South Dakota Governor Kristi Noem has signed a bill banning sex change surgeries and experimental puberty blockers for children and teens, according to the Christian Post. House Bill 1080, also known as the ‘Help Not Harm’ bill, was passed to prevent irreversible surgeries on minors who may be struggling with their identities. The bill is the seventh in the country to pass such laws protecting youth from such medical procedures.
Kristi Noem released a statement saying, “South Dakota’s kids are our future. With this legislation, we are protecting kids from harmful, permanent medical procedures,” adding that, “I will always stand up for the next generation of South Dakotans.”
The bill has been praised by groups such as the American Principles Project (APP), whose president, Terry Schilling, said, “Noem and South Dakota legislators deserve a great deal of credit for acting to protect children in their state from this medical malpractice. The momentum for this movement fighting the transgender industry continues to grow, and we’re just getting started.” Noting the vulnerability of children and teens, Schilling warned that the “transgender industry” is rushing kids into “dangerous, life-changing procedures without fully comprehending the consequences.”
Still critics who support the irreversible surgeries for kids were outraged that children and teens would no longer be able to make permanent changes to their bodies. The American Civil Liberties Union of South Dakota responded to the bill saying that although it will not stop children and teens from “being trans,” it will “deny them critical support that helps struggling transgender youth grow up to become thriving transgender adults.”
The new law includes “banning puberty blockers, the administering of ‘testosterone, estrogen, or progesterone, in amounts greater than would normally be produced endogenously in a healthy individual of the same age and sex’ and surgeries that involve castration or sterilization.”
It also provides exemptions “for treatments involving a child that was ‘born with a medically verifiable disorder of sex development, including external biological sex characteristics that are irresolvably ambiguous,’ any minor ‘diagnosed with a disorder of sexual development’ or a child that needs ‘treatment for an infection, injury, disease, or disorder that has been caused or exacerbated by any action or procedure prohibited’ by the law.
Additionally, “if a medical professional began performing sex reassignment surgeries for a minor before July 1 and it is determined that ‘immediately terminating the minor’s use of the drug or hormone would cause harm to the minor,’ then the drugs can be ‘systematically reduced’ during a period that “may not extend beyond December 31, 2023.”
Despite critics’ arguments, Kristi Noem’s attempt to protect South Dakota’s youth from undergoing irreversible surgeries at a young age will help them stay on a healthier course of life. As adults try to impress transgender ideology on vulnerable children, they take advantage of them and lead many down an irreversible path of regret and despair. In South Dakota, children and teens can longer be coaxed into making permanent changes to their bodies at their age since it is now illegal to do so.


#### [Your instructions]
Your answer should be each line of the entries that contains the word "JSON", copied in full.

Data entries for graphics:

# # #

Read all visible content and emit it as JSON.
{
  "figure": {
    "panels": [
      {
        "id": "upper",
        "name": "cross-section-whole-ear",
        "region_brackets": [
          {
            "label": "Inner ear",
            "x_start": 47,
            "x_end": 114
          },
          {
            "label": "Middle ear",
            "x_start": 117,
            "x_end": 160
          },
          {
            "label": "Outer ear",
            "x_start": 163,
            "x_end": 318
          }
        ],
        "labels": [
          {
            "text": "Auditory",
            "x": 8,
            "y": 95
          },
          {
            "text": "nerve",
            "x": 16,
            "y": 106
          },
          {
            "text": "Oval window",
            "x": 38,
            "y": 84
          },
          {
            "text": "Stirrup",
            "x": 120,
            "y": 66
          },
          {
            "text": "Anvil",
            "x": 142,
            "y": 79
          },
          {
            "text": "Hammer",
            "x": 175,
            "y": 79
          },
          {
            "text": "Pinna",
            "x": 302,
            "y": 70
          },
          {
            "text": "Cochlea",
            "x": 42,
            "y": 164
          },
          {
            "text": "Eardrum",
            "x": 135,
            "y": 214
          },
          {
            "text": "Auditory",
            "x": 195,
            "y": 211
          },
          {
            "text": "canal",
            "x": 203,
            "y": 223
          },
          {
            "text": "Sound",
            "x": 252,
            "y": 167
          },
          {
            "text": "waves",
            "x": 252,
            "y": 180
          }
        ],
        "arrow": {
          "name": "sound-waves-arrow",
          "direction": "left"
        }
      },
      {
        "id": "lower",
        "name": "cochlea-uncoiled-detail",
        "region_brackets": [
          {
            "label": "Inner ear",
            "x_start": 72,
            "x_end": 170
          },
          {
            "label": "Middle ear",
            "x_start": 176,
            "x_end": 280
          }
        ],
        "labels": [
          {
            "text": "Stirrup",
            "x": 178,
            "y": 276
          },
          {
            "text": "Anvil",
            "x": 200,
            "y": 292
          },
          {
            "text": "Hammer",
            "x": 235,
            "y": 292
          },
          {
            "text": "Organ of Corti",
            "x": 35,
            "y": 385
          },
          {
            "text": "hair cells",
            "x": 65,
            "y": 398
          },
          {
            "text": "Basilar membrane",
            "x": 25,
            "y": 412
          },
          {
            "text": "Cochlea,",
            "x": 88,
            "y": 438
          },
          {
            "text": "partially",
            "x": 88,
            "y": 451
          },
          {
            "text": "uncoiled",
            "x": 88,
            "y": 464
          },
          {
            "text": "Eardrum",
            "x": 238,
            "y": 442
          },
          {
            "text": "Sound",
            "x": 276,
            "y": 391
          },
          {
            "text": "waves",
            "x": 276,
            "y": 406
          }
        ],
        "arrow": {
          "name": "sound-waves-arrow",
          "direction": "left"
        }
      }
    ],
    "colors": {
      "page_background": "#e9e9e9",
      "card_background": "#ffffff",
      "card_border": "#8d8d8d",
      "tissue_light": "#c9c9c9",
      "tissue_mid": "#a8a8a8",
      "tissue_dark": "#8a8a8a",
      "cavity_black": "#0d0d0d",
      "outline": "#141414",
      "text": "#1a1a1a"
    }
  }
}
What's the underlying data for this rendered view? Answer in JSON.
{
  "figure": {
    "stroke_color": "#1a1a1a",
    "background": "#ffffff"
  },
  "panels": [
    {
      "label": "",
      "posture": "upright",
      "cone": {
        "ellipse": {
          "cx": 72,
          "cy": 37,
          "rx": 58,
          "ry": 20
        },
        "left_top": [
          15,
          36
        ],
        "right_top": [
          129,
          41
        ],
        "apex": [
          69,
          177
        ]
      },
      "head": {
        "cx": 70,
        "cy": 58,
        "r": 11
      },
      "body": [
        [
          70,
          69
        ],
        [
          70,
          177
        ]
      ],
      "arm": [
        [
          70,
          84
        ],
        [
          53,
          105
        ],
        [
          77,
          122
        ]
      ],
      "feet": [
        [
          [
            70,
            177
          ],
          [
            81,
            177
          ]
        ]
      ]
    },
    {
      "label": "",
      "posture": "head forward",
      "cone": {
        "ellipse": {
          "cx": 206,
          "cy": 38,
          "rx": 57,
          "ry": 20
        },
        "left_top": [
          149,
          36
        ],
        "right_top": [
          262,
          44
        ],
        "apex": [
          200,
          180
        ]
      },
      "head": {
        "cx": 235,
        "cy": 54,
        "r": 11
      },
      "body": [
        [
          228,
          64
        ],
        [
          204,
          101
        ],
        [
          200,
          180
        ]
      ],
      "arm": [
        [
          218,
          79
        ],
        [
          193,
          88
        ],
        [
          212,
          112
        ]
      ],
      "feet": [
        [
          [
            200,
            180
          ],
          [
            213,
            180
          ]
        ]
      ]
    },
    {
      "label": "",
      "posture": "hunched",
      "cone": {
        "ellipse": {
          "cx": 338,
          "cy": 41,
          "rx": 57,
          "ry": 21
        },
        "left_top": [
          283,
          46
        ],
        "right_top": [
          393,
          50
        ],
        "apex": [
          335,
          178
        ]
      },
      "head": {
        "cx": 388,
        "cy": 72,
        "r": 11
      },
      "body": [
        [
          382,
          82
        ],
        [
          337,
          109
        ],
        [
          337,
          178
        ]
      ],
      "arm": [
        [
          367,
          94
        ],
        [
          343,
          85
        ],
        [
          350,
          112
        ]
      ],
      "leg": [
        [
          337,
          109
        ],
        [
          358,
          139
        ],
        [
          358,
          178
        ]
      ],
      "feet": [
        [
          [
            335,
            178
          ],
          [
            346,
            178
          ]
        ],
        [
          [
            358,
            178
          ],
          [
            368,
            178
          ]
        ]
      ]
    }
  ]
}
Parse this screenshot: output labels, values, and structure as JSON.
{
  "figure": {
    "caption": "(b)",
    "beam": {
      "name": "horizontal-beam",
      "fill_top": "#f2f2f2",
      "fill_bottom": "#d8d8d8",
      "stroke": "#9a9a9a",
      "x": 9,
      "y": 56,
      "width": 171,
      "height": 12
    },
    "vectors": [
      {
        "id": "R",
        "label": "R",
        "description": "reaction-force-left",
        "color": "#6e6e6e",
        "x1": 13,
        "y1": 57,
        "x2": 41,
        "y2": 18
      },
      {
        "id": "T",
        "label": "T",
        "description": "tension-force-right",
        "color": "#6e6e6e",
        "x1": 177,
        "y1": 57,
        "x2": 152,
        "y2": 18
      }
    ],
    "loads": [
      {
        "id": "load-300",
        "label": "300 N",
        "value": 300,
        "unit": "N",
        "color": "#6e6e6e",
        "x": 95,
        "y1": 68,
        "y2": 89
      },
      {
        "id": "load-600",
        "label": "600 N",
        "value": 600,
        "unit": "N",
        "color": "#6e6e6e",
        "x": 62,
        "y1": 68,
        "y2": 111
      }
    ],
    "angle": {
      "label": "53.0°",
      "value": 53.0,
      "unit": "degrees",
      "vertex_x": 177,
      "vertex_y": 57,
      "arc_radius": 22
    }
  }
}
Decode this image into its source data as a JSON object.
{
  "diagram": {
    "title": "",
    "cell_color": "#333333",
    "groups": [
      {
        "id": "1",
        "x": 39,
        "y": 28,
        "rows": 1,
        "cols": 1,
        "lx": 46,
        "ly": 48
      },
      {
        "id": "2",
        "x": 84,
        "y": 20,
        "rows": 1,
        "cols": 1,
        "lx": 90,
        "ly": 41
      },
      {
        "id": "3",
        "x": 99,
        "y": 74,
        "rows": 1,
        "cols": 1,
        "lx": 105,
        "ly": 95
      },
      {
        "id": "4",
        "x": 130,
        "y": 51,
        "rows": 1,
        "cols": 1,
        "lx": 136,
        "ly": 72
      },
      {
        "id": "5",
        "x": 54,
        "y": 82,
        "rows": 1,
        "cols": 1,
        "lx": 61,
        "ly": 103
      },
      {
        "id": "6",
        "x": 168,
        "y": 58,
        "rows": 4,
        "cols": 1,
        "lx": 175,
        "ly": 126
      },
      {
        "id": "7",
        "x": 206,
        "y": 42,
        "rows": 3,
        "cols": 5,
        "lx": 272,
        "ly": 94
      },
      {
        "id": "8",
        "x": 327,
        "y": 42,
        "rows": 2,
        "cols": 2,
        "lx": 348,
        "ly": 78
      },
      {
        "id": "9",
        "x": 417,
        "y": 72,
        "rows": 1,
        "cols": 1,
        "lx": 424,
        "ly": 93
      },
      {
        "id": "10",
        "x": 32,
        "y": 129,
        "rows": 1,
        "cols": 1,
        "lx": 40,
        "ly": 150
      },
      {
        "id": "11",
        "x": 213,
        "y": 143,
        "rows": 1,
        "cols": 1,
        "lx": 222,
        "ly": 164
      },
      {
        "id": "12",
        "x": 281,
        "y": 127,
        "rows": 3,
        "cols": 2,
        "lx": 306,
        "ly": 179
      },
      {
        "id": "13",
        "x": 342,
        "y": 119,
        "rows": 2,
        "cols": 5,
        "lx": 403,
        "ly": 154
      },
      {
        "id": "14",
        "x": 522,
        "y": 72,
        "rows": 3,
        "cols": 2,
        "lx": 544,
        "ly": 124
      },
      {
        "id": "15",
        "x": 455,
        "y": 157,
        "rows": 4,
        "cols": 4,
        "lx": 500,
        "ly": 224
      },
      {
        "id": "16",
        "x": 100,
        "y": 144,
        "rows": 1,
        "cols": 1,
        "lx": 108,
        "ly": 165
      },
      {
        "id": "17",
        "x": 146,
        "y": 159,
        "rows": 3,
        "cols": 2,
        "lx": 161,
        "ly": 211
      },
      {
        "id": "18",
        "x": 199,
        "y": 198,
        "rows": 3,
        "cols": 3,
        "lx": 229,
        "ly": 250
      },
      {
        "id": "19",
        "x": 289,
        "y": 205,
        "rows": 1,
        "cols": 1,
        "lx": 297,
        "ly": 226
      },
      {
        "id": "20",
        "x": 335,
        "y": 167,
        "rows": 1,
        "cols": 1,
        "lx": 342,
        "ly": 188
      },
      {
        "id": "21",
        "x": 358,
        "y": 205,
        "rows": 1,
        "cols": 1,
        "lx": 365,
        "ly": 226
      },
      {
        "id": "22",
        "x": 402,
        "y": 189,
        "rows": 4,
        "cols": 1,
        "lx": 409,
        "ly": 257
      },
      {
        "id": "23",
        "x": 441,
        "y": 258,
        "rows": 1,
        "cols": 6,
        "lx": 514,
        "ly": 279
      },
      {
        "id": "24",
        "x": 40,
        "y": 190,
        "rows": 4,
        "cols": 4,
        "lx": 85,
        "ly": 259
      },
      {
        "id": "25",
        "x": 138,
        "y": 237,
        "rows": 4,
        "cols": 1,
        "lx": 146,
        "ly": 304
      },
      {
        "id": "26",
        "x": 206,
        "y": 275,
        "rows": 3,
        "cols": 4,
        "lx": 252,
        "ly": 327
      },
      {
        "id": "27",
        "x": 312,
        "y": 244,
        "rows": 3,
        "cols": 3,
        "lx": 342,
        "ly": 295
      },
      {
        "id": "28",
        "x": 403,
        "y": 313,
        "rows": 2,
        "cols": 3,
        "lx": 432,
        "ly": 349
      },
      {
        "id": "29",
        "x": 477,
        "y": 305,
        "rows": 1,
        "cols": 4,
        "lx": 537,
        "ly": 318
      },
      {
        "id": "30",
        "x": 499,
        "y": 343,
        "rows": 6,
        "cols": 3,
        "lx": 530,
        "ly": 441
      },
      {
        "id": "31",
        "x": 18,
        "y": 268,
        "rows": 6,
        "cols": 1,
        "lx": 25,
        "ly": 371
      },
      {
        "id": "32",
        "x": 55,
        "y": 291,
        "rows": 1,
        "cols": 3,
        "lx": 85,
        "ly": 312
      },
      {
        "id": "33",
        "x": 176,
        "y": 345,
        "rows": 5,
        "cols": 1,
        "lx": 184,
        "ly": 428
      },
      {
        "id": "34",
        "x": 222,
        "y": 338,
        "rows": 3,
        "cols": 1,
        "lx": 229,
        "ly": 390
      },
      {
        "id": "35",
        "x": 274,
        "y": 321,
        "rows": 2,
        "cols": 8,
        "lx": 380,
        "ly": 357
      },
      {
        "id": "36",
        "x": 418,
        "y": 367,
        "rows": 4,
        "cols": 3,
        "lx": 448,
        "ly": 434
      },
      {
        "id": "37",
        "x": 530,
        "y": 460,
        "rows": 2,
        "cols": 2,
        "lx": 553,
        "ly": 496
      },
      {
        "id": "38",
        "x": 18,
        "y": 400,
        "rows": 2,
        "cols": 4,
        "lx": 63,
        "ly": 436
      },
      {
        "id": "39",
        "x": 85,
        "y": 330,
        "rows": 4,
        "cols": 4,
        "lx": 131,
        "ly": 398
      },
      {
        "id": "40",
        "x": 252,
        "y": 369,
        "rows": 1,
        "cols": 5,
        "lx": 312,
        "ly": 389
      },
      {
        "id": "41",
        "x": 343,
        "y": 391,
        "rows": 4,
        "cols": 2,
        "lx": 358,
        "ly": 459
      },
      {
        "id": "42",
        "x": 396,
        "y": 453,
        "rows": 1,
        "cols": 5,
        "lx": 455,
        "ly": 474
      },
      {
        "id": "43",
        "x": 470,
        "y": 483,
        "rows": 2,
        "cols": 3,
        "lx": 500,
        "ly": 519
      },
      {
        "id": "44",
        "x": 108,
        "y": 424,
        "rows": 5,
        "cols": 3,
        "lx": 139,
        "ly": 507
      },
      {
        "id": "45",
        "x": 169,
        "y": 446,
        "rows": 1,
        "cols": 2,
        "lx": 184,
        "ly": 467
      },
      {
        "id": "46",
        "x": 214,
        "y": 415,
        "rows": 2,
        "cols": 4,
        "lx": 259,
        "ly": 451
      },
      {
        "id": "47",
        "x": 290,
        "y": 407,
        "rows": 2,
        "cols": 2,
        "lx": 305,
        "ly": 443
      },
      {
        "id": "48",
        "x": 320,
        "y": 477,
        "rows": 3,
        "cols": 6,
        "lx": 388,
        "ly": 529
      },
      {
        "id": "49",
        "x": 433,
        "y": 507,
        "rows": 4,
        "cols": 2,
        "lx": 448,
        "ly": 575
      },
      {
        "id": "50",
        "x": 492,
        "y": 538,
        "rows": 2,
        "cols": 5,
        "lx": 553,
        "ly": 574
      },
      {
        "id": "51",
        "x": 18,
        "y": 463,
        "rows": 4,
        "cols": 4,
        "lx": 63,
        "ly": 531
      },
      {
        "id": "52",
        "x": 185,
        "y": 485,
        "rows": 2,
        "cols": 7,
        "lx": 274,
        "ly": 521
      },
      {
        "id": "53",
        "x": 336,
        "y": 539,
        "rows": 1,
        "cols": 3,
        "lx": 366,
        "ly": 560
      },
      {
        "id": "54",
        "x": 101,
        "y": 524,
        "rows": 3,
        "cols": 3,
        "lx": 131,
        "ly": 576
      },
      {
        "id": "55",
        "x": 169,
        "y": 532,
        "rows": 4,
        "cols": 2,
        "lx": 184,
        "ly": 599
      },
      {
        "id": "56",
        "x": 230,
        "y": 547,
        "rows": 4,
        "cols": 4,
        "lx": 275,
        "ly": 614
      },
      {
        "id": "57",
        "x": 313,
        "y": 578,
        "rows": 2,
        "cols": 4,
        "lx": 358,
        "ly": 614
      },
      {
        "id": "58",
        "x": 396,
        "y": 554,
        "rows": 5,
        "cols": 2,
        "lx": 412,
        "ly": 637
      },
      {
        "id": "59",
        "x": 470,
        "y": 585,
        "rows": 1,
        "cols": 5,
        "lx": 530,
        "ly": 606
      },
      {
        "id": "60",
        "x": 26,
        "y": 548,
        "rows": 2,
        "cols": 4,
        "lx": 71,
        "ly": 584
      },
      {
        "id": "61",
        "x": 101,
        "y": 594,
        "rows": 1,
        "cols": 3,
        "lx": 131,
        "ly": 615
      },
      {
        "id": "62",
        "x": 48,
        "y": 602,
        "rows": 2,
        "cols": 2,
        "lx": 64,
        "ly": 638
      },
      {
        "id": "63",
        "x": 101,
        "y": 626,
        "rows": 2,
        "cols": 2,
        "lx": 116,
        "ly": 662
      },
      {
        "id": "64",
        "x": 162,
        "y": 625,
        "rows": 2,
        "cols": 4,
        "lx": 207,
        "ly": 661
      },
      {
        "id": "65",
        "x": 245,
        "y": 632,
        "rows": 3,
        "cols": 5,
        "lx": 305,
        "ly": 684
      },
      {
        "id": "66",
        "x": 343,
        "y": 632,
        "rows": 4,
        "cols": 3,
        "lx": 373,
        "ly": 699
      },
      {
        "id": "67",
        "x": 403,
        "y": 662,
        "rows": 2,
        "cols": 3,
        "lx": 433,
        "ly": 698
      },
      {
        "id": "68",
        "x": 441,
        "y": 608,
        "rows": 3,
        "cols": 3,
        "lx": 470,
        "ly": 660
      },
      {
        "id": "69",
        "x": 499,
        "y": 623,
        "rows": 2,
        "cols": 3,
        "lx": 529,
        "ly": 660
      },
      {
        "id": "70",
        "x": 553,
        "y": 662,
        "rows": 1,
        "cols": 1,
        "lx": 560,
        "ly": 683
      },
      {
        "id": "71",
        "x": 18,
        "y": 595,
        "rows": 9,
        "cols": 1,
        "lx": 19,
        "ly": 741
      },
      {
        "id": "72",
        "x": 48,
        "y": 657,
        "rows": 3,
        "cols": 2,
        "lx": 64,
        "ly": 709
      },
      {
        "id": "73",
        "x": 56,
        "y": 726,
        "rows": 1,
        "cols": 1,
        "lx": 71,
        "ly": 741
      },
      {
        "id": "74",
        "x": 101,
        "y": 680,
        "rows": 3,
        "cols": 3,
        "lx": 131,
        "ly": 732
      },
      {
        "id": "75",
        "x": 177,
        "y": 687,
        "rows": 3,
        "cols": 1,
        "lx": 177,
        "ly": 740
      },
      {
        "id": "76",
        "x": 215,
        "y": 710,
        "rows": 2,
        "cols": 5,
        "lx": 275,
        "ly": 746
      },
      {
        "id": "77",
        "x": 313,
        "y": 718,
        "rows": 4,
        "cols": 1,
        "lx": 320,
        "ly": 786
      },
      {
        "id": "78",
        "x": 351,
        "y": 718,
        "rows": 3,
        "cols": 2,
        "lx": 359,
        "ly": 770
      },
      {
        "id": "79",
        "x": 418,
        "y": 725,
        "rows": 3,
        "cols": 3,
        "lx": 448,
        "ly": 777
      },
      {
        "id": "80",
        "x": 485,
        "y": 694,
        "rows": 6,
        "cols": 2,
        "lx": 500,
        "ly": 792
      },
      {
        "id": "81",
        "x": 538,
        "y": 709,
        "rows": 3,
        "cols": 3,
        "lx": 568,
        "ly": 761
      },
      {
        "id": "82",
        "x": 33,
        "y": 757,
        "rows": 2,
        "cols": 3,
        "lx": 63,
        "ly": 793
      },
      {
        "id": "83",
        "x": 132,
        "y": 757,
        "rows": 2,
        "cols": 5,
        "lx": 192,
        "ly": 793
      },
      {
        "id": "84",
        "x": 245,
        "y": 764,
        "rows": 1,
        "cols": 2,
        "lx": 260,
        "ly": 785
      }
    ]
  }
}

# # #

#### [Result]
Read all visible content and emit it as JSON.
What's the underlying data for this rendered view? Answer in JSON.
Parse this screenshot: output labels, values, and structure as JSON.
Decode this image into its source data as a JSON object.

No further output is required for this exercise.